Following her graduation from the Academy, she got a job teaching young children – to be “useful,” and did her best to help them respond to the Gospel.

By now, Adoniram was a frequent visitor at the Hasseltine home. When he proposed marriage to her by letter, she recognized that she would not only be marrying a man but a vocation. The entry in her diary of September 10, 1810 illustrates her sober understanding of what it would mean to marry this young man whose eyes were set on serving God in India:

An opportunity has been presented to me, of spending my days among the heathen, attempting to persuade them to receive the Gospel. Were I convinced of its being a call from God, and that it would be more pleasing to him, for me to spend my life in this way than in any other, I think I should be willing to relinquish every earthly object, and in full view of dangers and hardships, give myself up to the great work. (Robert 23).

She waited two months to make a decision. She prayed frequently. “What about my duties to my family,” she asked herself. She was particularly close to her father. She didn’t know much about India, but what she knew frightened her. “Suppose they killed Adoniram, and I was left alone to suffer there, could I take that?” she asked herself. But then she thought of her relationship to God and her commitment to Him. Finally, she made a decision, and wrote the following in her diary:
“ I am a creature of God, and He has an undoubted right to do with me, as seems good in his sight…when I am called to face danger, to pass through scenes of terror and distress, he can inspire me with fortitude, and enable me to trust in him…But whether I spend my days in India or America, I desire to spend them in the service of God” (Durso).

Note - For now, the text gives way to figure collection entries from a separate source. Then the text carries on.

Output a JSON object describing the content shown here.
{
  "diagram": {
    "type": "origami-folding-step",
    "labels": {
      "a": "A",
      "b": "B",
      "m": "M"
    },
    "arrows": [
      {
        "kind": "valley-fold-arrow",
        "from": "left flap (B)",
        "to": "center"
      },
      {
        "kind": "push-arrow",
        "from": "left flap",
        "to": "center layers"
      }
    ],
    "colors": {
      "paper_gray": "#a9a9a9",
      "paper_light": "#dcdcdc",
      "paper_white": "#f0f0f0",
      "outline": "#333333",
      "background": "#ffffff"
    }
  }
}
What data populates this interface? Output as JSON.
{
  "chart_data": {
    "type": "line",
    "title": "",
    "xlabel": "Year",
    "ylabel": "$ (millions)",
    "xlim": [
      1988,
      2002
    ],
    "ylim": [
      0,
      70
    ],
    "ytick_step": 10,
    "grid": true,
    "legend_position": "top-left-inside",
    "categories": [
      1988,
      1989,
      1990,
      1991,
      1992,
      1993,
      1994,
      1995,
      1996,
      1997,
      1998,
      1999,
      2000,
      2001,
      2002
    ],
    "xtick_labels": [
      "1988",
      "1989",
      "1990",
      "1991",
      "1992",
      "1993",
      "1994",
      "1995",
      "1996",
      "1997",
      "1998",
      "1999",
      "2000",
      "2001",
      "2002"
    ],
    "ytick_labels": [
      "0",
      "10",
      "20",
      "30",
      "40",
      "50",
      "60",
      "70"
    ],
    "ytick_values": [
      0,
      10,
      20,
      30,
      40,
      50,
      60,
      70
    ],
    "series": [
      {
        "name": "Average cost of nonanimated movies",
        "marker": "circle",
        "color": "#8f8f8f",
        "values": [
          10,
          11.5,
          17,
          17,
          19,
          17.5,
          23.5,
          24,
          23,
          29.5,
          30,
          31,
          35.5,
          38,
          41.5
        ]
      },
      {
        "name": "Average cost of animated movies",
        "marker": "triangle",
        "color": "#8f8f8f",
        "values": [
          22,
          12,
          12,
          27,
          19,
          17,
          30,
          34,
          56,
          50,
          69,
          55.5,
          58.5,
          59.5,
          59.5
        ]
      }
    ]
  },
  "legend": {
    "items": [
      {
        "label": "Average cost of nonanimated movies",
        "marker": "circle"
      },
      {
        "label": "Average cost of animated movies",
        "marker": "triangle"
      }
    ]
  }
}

Ultimately she arrived at the decision that it was the Lord’s will for her to marry Judson and be his helpmeet in carrying out the missionary task. She faced great opposition. Her friends considered it a “wild and romantic undertaking” (Robert p. 23). Her father declared that he would “tie her to a bedpost before letting her live in a foreign country.” However, in time he relented, “giving his blessing both to the marriage and his daughter’s commitment to missions” (Durso).

In 1812, Adoniram was ordained and he and Ann were married. She was 21. Two weeks later they were on the bark, Caravan, leaving Crowninshield’s Wharf in Salem, Massachusetts, bound for India, a trip of five months on the high seas. A month after leaving, she wrote in her diary the vision she set for her future ministry:
I desire no higher enjoyment in this life than to be instrumental of leading [women]…to the knowledge of the Savior. To have a female praying society, consisting of those who were once in …darkness, is what my heart earnestly pants after, and makes a constant subject of prayer. Resolved to keep this in view as one principal object of my life (Robert p. 24).

Landing in Calcutta, they observed the life and ministry of William Carey and his colleagues. She observed the impact of the schools the missionaries had started and commented in a letter to her sisters how strategic she saw education to be, especially in the lives of women, who rarely had an opportunity to study.

Frustrated in their plan to work in India, the Judsons went on to Burma1. Adoniram spent his days in language study, preparing to translate the whole Bible into Burmese. Ann had to manage the family and household, forced to use what little she knew of the language all day long. As a result, her spoken facility grew to be even greater than her husband’s.

Click Here for Part 2 of this Biography


1 Place names have been changed since the 19th Century. However, in this essay I will use the terms employed by the Judsons in their writings.

 
 

"Holy, holy, holy is the Lord God Almighty, who was, and is, and is to come!"